Timing information for my first try with the SPI protocol. The labels on bottom of the figure show the 8-bit bytes written to SPI, along with the 12µs pause between each byte. The labels on the top of the figure show the individual bits as interpreted by the GE lights. This timing worked, but not reliably, resulting in the lights frequently misinterpreting the desired color or address.

Unfortunately, I must have been just on the edge of what the lights could understand: the commands I sent to them were correctly followed over 90% of the time, but the missed commands resulted in flickering and lights being set to the wrong color. The timing just wasn’t quite good enough, and changing the number of 0s and 1s in each byte couldn’t solve it.
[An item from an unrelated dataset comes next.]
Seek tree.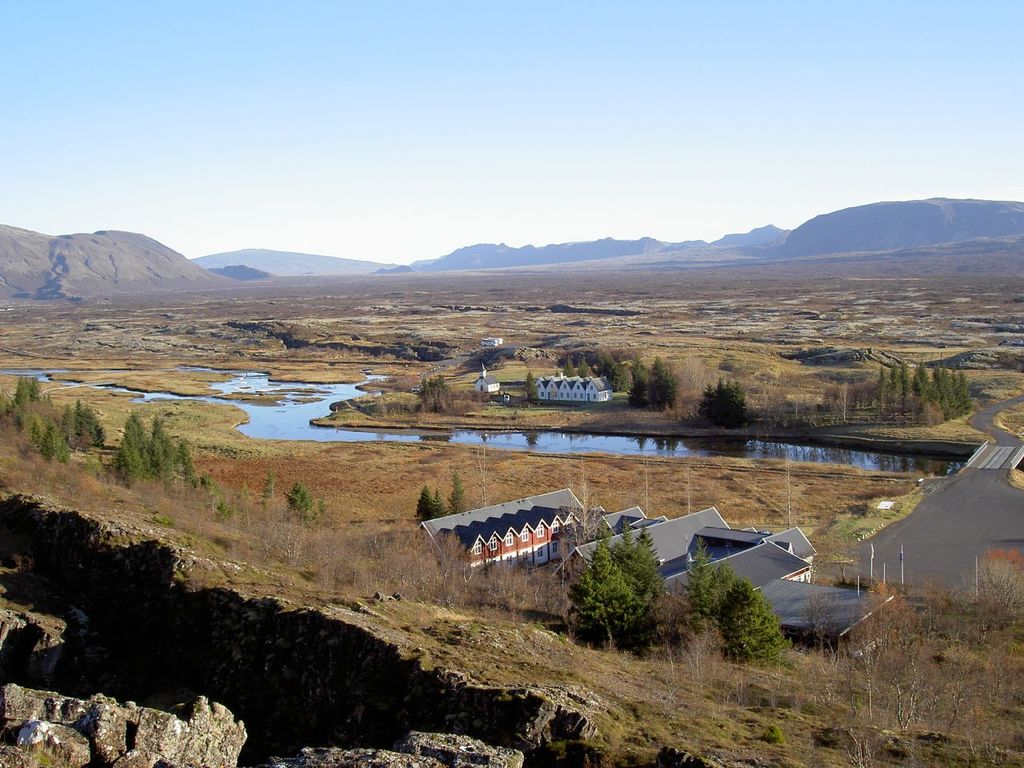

I decided to try a different bit rate. Decreasing the rate from 250kHz to 125kHz brought the time to write a byte over SPI up to \((1+8) \times \frac{1}{125000} = 72\)µs. I decided to try to pack 3 bits worth of data into this space, which gave me exactly 3 clock cycles per bit. This made life really easy: to send a 0 to the lights I could just write 011 over SPI, and to send a 1 I would write 001. Three of those values packed together took 9 clock cycles, which fit perfectly into the size of an SPI byte (8 clock cycles plus the 1 cycle pause). You can see what this looked like on the oscilloscope below:

Better SPI timing, which worked perfectly. This setup uses a 125kHz SPI data rate with 3 GE bits per SPI byte. As before, the labels on bottom of the figure show the 8-bit bytes written to SPI, along with the 8.1µs pause between each byte. A 0 is now 8.2µs low, 16.4µs high.

This worked perfectly. I can now control my lights directly from the Raspberry Pi with no flickering or errors, and I’ve successfully cut the complexity of the whole system in half. Hooray!

Source Code

All the code for this project lives on GitHub in the Bemis100 repository. You can see the SPI driver for the GE lights in ge_spi.py.